Rowland Williams
English divine and scholar
Biography
Williams was born at Halkyn, Flint, the son of Rowland Williams (d. 1854), canon of St Asaph, and educated at Eton and Cambridge. He was elected fellow of King's College, Cambridge, in 1839, and took orders in 1842. During the next few years he actively opposed the amalgamation of the sees of St Asaph and Bangor.
In 1850 he became vice-principal and Hebrew lecturer at St. David's College where he introduced educational and financial reforms. Later, he was appointed select preacher of Cambridge University in 1854, and preached a sermon on inspiration -- later published in his Rational Godliness after the Mind of Christ and the Written Voices of the Church (London, 1855). He was charged with heterodoxy and was required to resign his chaplaincy, but he remained at the college in spite of these difficulties. His views were further defined in Christianity and Hinduism (Cambridge, 1856), an expansion of the Muir prize essay which he had won in 1848.
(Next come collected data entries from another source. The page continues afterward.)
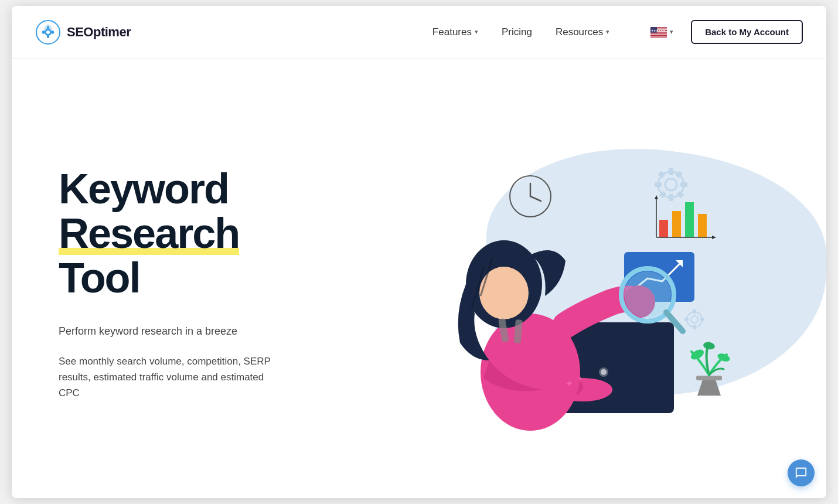 Image resolution: width=838 pixels, height=504 pixels. Describe the element at coordinates (672, 32) in the screenshot. I see `language-chevron-icon: ▾` at that location.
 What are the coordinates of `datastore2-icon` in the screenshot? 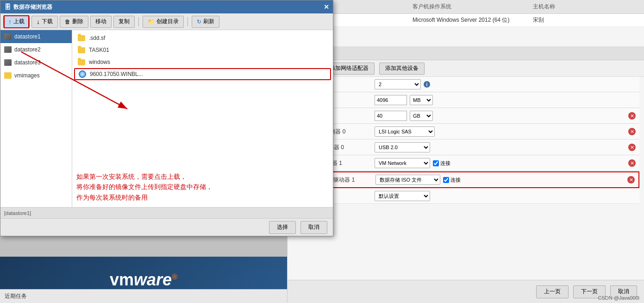 It's located at (8, 50).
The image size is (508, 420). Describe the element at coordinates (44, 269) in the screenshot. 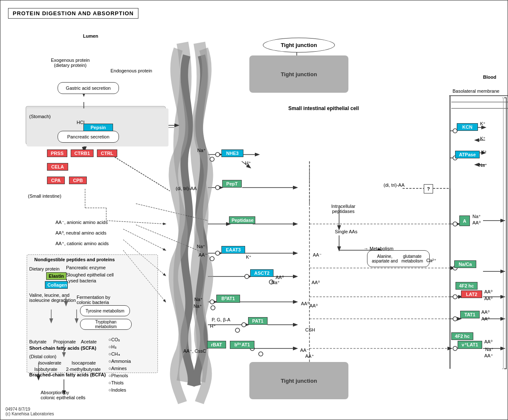

I see `dietary-protein2-label: Dietary protein` at that location.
He became vicar in 1858 of Broadchalke with Bowerchalke and Alvedistone, Wiltshire. His favorable review of unsen's "Biblical Researches," which was published in Essays and Reviews (1860), resulted in his being prosecuted for heterodoxy." An unfavorable judgment was given by the Canterbury Court of Arches in 1862, but reversed by the Privy Council in 1864.
Williams died on the 18th of January, 1870.